TRIGGER WARNING: Sexual abuse, paedophilia
THE PLOT: ‘My Dark Vanessa’ by Kate Elizabeth Russell is about a fifteen-year-old girl who falls in love with her teacher. Structured as a dual timeline, the book goes back and forth between the early 2000’s – depicting how the relationship between Vanessa and her teacher developed – and 2017, where Vanessa is being pressured to expose the relationship against a backdrop of the ‘Me Too’ movement. As other women come forward and claim they were also abused by this teacher, Vanessa maintains that her relationship with him was different because they were in love. It was love. Wasn’t it?
RATING: Wow. I feel like this book sucker-punched me. It is extremely visceral, packed with the type of atmosphere and emotion that makes you want to scream. Finishing this book, I’m left bereft…? Alone? I feel like I read this book too quickly, too intensely. I shouldn’t have allowed it to get under my skin but, surely, it must get under the skin of all its readers. It is well-structured and well-paced, with brilliant writing and complex – truly the MOST complex – characters. It’s about hebephilia, consent, sexual abuse, manipulation, narcissistic abuse, rape, and overall it’s about how women must present as the perfect victim. It is a stunning, blistering debut, and I mean that literally. I feel wounded and burst open. But I have to give it five stars because how could I not?
GOOD BITS: This book is an example of how every choice a writer makes can come together and create something akin to perfection (in terms of form). It’s an important theme that’s expressed in such a nuanced way through imperfect characters and a plot structure that allows for a lot of curiosity and ambiguity. I don’t think this book would have been so impactful if it was a linear narrative. The direct, continual contrast between fifteen-year-old and thirty-year-old Vanessa shows the impact of abuse (as opposed to telling the reader a moralistic sermon on the potential impacts of abuse).
NOT SO GOOD BITS: There were times when Vanessa started to annoy me, but I’m not complaining because that’s sort of the point of the book. She’s not a perfect victim. In part, she’s imperfect because her abuser convinced her that she’s bad, dark and twisted. But, I can’t lie, there were times when I wanted to tell her to get a bloody grip. And that’s the beauty of this story. It demonstrates that there is no textbook, perfect abuse and even annoying victims are still victims. Reading this at the same time as the Depp-Heard verdict was very powerful and emotional for me.
OVERALL: I’d recommend this book to lovers of ‘Almost Love’ by Louise O’Neill (plot), ‘Thin Girls’ by Diana Clarke (atmosphere) and ‘Three Women’ by Lisa Taddeo (theme). The book is based on Lolita and this feels like essential reading for fans of Nabokov. However, I warn you, please do not read this book lightly. I am someone who loves dark books and this was a lot, even for me. But, please do read it when you feel able as it’s a powerful, necessary novel.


**Your goal**
Output nothing but the lines from the first line of the listing below through the line containing "Image is 868x471 pixels.", printed exactly and free of pictures.
########
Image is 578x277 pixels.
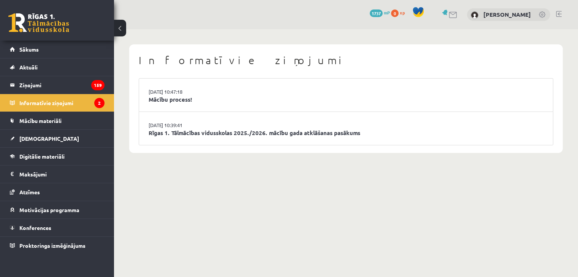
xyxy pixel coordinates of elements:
span: Proktoringa izmēģinājums [19,243,86,249]
a: Proktoringa izmēģinājums [10,237,105,255]
a: 1737 mP [370,10,390,16]
a: Rīgas 1. Tālmācības vidusskolas 2025./2026. mācību gada atklāšanas pasākums [149,129,544,138]
a: [DEMOGRAPHIC_DATA] [10,130,105,147]
span: xp [400,10,405,16]
span: Motivācijas programma [19,207,79,214]
span: [DEMOGRAPHIC_DATA] [19,135,79,142]
span: Aktuāli [19,64,38,71]
a: Sākums [10,41,105,58]
i: 159 [91,80,105,90]
span: Mācību materiāli [19,117,62,124]
a: Rīgas 1. Tālmācības vidusskola [8,13,69,32]
span: Sākums [19,46,39,53]
a: [DATE] 10:39:41 [149,122,206,129]
a: Mācību process! [149,95,544,104]
span: 1737 [370,10,383,17]
span: 0 [391,10,399,17]
a: Maksājumi [10,166,105,183]
a: 0 xp [391,10,409,16]
a: Konferences [10,219,105,237]
a: Atzīmes [10,184,105,201]
a: [DATE] 10:47:18 [149,88,206,96]
i: 2 [94,98,105,108]
span: Atzīmes [19,189,40,196]
a: Digitālie materiāli [10,148,105,165]
legend: Informatīvie ziņojumi [19,94,105,112]
legend: Maksājumi [19,166,105,183]
a: Informatīvie ziņojumi2 [10,94,105,112]
img: Signija Ivanova [471,11,479,19]
a: Aktuāli [10,59,105,76]
legend: Ziņojumi [19,76,105,94]
span: mP [384,10,390,16]
a: Motivācijas programma [10,201,105,219]
span: Digitālie materiāli [19,153,65,160]
a: Mācību materiāli [10,112,105,130]
h1: Informatīvie ziņojumi [139,54,553,67]
a: Ziņojumi159 [10,76,105,94]
a: [PERSON_NAME] [484,11,531,18]
span: Konferences [19,225,51,231]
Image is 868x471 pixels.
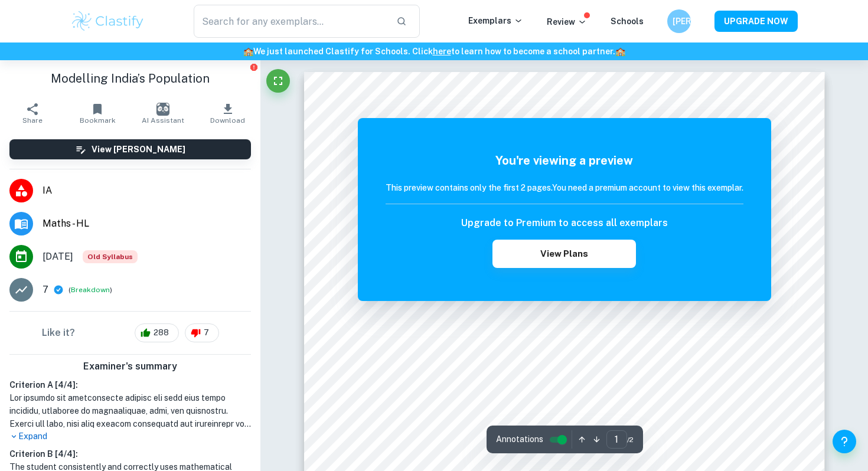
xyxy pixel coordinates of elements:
[71,10,145,33] img: Clastify logo
[131,97,195,130] button: AI Assistant
[10,140,251,160] button: View [PERSON_NAME]
[42,184,251,198] span: IA
[141,117,185,125] span: AI Assistant
[147,327,176,339] span: 288
[386,181,743,194] h6: This preview contains only the first 2 pages. You need a premium account to view this exemplar.
[197,327,215,339] span: 7
[10,70,251,87] h1: Modelling India’s Population
[386,152,743,170] h5: You're viewing a preview
[83,250,138,263] div: Although this IA is written for the old math syllabus (last exam in November 2020), the current I...
[547,15,587,28] p: Review
[79,117,116,125] span: Bookmark
[433,47,451,57] a: here
[92,143,185,156] h6: View [PERSON_NAME]
[3,45,865,58] h6: We just launched Clastify for Schools. Click to learn how to become a school partner.
[672,15,686,27] h6: [PERSON_NAME]
[468,14,523,27] p: Exemplars
[493,239,635,269] button: View Plans
[267,69,290,93] button: Fullscreen
[42,217,251,231] span: Maths - HL
[610,17,644,26] a: Schools
[833,430,856,453] button: Help and Feedback
[10,379,251,391] h6: Criterion A [ 4 / 4 ]:
[42,283,49,297] p: 7
[83,250,138,263] span: Old Syllabus
[667,10,691,33] button: [PERSON_NAME]
[210,117,245,125] span: Download
[249,63,258,72] button: Report issue
[156,103,170,116] img: AI Assistant
[714,11,797,32] button: UPGRADE NOW
[10,430,251,443] p: Expand
[627,435,633,445] span: / 2
[65,97,130,130] button: Bookmark
[71,285,109,295] button: Breakdown
[10,391,251,430] h1: Lor ipsumdo sit ametconsecte adipisc eli sedd eius tempo incididu, utlaboree do magnaaliquae, adm...
[195,97,260,130] button: Download
[10,448,251,460] h6: Criterion B [ 4 / 4 ]:
[461,217,668,231] h6: Upgrade to Premium to access all exemplars
[243,47,253,57] span: 🏫
[42,250,73,264] span: [DATE]
[69,285,112,296] span: ( )
[615,47,625,57] span: 🏫
[496,434,543,446] span: Annotations
[193,4,387,38] input: Search for any exemplars...
[4,360,255,374] h6: Examiner's summary
[22,117,42,125] span: Share
[42,326,75,340] h6: Like it?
########
**Answer to this problem**
Image is 578x277 pixels.
xyxy pixel coordinates of elements:
span: Proktoringa izmēģinājums [19,243,86,249]
a: Proktoringa izmēģinājums [10,237,105,255]
a: 1737 mP [370,10,390,16]
a: Rīgas 1. Tālmācības vidusskolas 2025./2026. mācību gada atklāšanas pasākums [149,129,544,138]
a: [DEMOGRAPHIC_DATA] [10,130,105,147]
span: xp [400,10,405,16]
span: Motivācijas programma [19,207,79,214]
span: [DEMOGRAPHIC_DATA] [19,135,79,142]
span: Aktuāli [19,64,38,71]
a: Sākums [10,41,105,58]
i: 159 [91,80,105,90]
span: Mācību materiāli [19,117,62,124]
a: Rīgas 1. Tālmācības vidusskola [8,13,69,32]
span: Sākums [19,46,39,53]
a: [DATE] 10:39:41 [149,122,206,129]
a: Mācību process! [149,95,544,104]
span: 1737 [370,10,383,17]
span: 0 [391,10,399,17]
a: Maksājumi [10,166,105,183]
a: 0 xp [391,10,409,16]
a: Konferences [10,219,105,237]
a: Atzīmes [10,184,105,201]
a: [DATE] 10:47:18 [149,88,206,96]
i: 2 [94,98,105,108]
span: Atzīmes [19,189,40,196]
a: Digitālie materiāli [10,148,105,165]
legend: Informatīvie ziņojumi [19,94,105,112]
legend: Maksājumi [19,166,105,183]
a: Informatīvie ziņojumi2 [10,94,105,112]
img: Signija Ivanova [471,11,479,19]
a: Aktuāli [10,59,105,76]
legend: Ziņojumi [19,76,105,94]
span: mP [384,10,390,16]
a: Motivācijas programma [10,201,105,219]
span: Digitālie materiāli [19,153,65,160]
a: Mācību materiāli [10,112,105,130]
h1: Informatīvie ziņojumi [139,54,553,67]
a: Ziņojumi159 [10,76,105,94]
a: [PERSON_NAME] [484,11,531,18]
span: Konferences [19,225,51,231]
Image is 868x471 pixels.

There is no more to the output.